The conclusion ultimately drawn is that
the search for the founders’ views on the corporate entity is something
of a snark hunt. That is, how the corporation was conceived, socially
and legally, in the dawn of America is elusive and indeterminate. This
is so for two reasons.
First, the early American corporation is a
moving target. Even in its earliest incarnations, it was an entity in
which public purpose and private interest coexisted. In the late
eighteenth century and prior, the public purpose dominated. But as the
nineteenth century dawned, the corporation was poised for rapid change,
and by 1830, its status as a general-purpose vehicle for conducting
private business (such as manufacturing) was unquestioned.

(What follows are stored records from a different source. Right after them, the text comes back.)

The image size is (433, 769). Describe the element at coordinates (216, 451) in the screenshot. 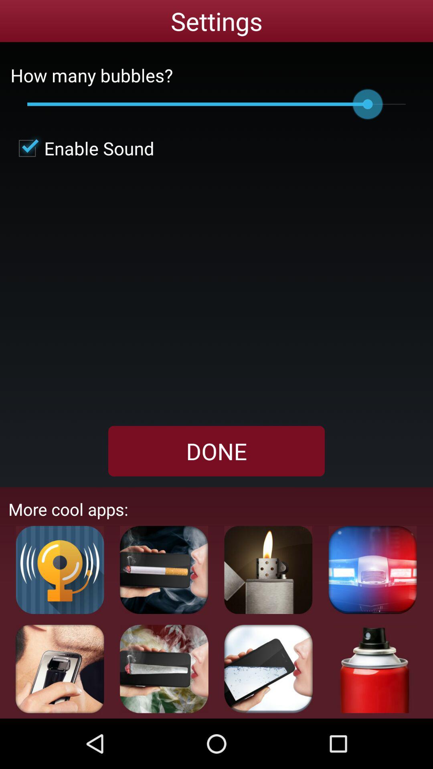

I see `turn off app above more cool apps: app` at that location.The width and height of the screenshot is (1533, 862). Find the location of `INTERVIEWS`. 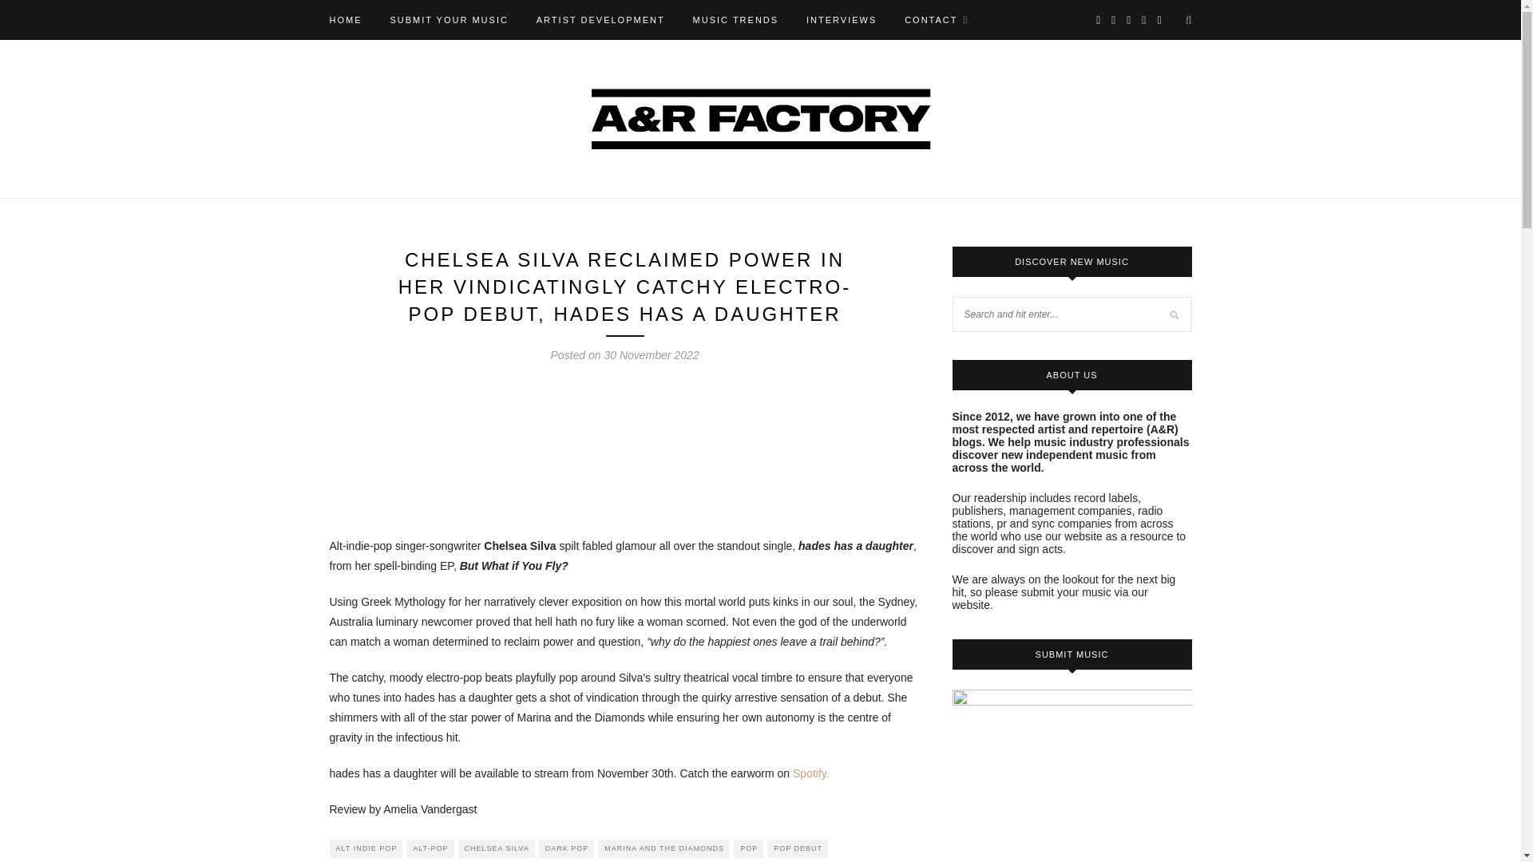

The phase
shift the corporation underwent over this period suggests that the
founding generation (which, after all, did not die out in 1800) was
innovating.
In parallel to this historical development, there was
tension in the views held by late eighteenth and early nineteenth
century American jurists. At that time, the debate over corporations
centered on the power retained by state legislatures over their
charters. Was a corporate charter – a document specially granted by a
legislature to legally constitute a corporation – a general act of
legislation, revocable and amendable at the legislature’s will? Or was
it a private contract between the state and the corporation’s owners?
This early debate would be resolved by the Supreme Court in 1819 in
Trustees of Dartmouth College v. Woodward, where the “private contract”
argument won the day, buttressed by the Court’s distinction between
“public” and “private” corporations. But prior to that, these topics
were subjects of some discussion and disagreement among American
lawyers.
My modest goal in all of this is to articulate the
considerable state of flux in which the corporation found itself in
early American history. The founding generation held divergent views of
the corporate entity. They were, it appears, as “schizophrenic” as we
are today about the corporation. The moral of the story is that engaging
in an originalist analysis for answers to the questions that vex us is
simply unavailing. In this area, originalism is likely to produce
indeterminate judicial and policy outcomes because the founding history
and the views held by that generation are in obvious tension.
ECC
June 6, 2010 | Permalink | Comments (0)
Edelman on American Needle
Marc Edelman has posted American Needle Ruling May Have Impact in Other Areas of Sports Business on SSRN with the following abstract:
This legal commentary discusses the implications of the United States Supreme Court's ruling in the case American Needle v. National Football League on both sports leagues and players unions.